Christine Stuart / ctnewsjunkie
Senate Republican President Len Fasano (Christine Stuart / ctnewsjunkie)

HARTFORD, CT — Senate Republicans want to reframe the debate over highway tolls because they feel the facts and narrative have gotten away from lawmakers in favor of the idea.

With less than a month left in the legislative session and a special transportation fund that will be empty by 2022, Democrats in the House have been quietly waging a campaign to pass legislation that would re-establish tolls in the state.


On Facebook and through email newsletters, members of the House Democratic caucus have been asking their constituents to weigh in on the idea of tolls by sharing how much money other states collect.

House Speaker Joe Aresimowicz, D-Berlin, who posted a map of New England with a graphic showing the amount of toll revenue collected by other states, said Wednesday that he believes tolls are “inevitable” in the state of Connecticut.

He said he disagrees that the idea of erecting tolls in Connecticut is unpopular.

“They see it as a fairness issue,” Aresimowicz said.

He said the amount of money raised by surrounding states through tolls is astounding and Connecticut has a special transportation fund that’s going to be broke in 2022.

Senate Republican Leader Len Fasano, R-North Haven, said it’s not about whether it’s popular or not.

“You don’t get to that think box until you figure out whether it works or not,” Fasano said.
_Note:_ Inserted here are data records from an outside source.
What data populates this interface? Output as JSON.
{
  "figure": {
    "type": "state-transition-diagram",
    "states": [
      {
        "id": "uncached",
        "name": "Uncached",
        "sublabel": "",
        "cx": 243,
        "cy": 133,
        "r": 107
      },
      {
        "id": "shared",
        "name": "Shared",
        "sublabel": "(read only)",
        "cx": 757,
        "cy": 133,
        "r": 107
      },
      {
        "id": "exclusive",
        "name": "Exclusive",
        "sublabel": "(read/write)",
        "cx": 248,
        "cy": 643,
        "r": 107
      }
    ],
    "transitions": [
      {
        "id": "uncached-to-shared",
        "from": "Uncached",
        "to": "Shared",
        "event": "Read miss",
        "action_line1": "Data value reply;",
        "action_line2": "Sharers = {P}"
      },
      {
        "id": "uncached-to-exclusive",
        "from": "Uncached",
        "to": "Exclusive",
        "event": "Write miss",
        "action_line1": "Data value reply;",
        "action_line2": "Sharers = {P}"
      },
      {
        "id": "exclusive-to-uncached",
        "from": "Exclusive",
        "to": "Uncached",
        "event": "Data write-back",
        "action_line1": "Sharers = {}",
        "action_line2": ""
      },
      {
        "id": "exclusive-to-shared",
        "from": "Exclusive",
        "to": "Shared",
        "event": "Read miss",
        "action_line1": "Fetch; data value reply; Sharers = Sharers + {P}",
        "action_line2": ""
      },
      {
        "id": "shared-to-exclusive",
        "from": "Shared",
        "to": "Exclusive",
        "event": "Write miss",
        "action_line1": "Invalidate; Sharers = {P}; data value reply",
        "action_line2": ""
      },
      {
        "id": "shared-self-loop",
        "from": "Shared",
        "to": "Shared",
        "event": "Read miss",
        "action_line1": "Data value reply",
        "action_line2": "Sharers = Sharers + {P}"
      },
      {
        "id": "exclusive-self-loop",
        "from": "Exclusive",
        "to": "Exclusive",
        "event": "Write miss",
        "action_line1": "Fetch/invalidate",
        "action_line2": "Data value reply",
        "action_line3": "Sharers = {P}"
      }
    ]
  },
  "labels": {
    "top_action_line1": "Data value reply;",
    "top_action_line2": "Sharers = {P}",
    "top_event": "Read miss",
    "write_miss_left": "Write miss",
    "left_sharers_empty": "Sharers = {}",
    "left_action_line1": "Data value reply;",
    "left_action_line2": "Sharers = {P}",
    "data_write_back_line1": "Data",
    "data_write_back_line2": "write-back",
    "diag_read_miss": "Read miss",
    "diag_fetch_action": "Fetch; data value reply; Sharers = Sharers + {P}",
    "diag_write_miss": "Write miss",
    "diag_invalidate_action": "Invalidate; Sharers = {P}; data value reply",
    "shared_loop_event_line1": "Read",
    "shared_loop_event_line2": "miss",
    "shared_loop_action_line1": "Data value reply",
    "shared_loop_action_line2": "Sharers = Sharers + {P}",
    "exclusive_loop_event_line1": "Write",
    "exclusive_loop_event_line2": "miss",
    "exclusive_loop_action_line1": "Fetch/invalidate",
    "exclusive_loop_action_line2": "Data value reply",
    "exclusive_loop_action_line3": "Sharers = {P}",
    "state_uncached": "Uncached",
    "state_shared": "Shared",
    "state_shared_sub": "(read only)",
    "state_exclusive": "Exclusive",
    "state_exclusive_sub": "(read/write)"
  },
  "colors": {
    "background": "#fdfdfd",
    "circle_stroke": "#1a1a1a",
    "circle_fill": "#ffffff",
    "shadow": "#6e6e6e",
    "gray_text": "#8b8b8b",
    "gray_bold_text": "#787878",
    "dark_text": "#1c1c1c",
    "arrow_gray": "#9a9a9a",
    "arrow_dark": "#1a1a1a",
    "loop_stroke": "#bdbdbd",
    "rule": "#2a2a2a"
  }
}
He said the others states in New England have border tolls because they did not make the same deal with the federal government that Connecticut did in 1983 after the Mianus bridge fatality.

“We made a deal with them that we would not put up border tolls,” Fasano said.

He said Connecticut could do congestion pricing tolls where drivers would pay a higher rate during higher traffic periods, but the question is “what would that model look like?”

The Connecticut Department of Transportation concluded a study in September 2016 that laid out a variety of options for congestion pricing and highway widening.

According to the Connecticut Congestion Relief Study, tolling I-95 could bring in about $286 million in gross toll revenue, and it would cost about $10 million in operating and maintenance. If Connecticut outsourced the operations and maintenance to a vendor, the revenue the state could see would go down by about $23 million. That option, laid out in the study, would require widening of I-95 in the Bridgeport-Stamford area.

There’s also an alternative option to toll Route 15, which may be sought as an alternate route for vehicles wishing to avoid a potential toll, according to the study. Tolling both I-95 and Route 15 were the best options for revenue and a reduction in congestion, according to the study.

There was also a study of the I-84 corridor, which found net tolling revenue could be anywhere between $43 million to $173 million depending on how far the state could toll. Tolling from New York to Hartford would bring in the most toll revenue and there would be 11 locations for the tolls to collect along the route.

The fiscal note for the bill says the amount of revenue the state could realize would depend on how the toll system is structured.

“The revenue impact of imposing tolls is indeterminate as it will primarily depend on: (1) the fee structure set by DOT; (2) which interstate highways and projects are tolled; (3) the associated administrative and capital costs, and; (4) the federal laws governing the circumstances under which the tolls are allowed,” the Office of Fiscal Analysis writes in its fiscal note.

“I think people understand the reality of it,” House Majority Leader Matt Ritter, D-Hartford, said. “Everyone on the eastern seaboard has tolls except Connecticut.”

Aresimowicz said more than 50 percent of Connecticut’s bridges and roads are in poor or failing condition.

Christine Stuart / ctnewsjunkie
House Speaker Joe Aresimowicz (Christine Stuart / ctnewsjunkie)

If the General Assembly passes a bill allowing for tolls to go back up, then the Department of Transportation Commissioner James Redeker would come back next session with a plan for how they will go about erecting toll gantries in the state, Aresimowicz said.

However, Fasano said that’s not what the bill that was passed out of committee says.

In March, the legislature’s Transportation Committee voted 19-16 to to implement electronic tolls on Connecticut’s highways in order to support improvements to those same roads and bridges. The legislation would also reduce the gas tax by 2.5 cents over the first five years.

Tolls would not be allowed to be on the borders because it would jeopardize the federal highway funding the state has received over the years.

Aresimowicz said he’s been told by third-party vendors that they could come in and set them up quickly with little or no cost to the state of Connecticut.

Ritter said the Connecticut Realtors held a rally in Bushnell Park Tuesday asking lawmakers for a chance to “sell Connecticut.”

“We have to look at our infrastructure,” Ritter said. “That’s how you’re going to sell Connecticut.”

“People want to be able to take a train from Fairfield County to New York City. People want to be able to take trains from New Haven and Hartford to Boston. They don’t want traffic. They don’t want the I-84 viaduct being backed up every day for 9 miles. They want us to invest in that. That’s why I think it’s a bipartisan issue and it’s not that unpopular.”

The Department of Transportation has estimated that it would take three or four years to re-establish tolls on Connecticut’s highways.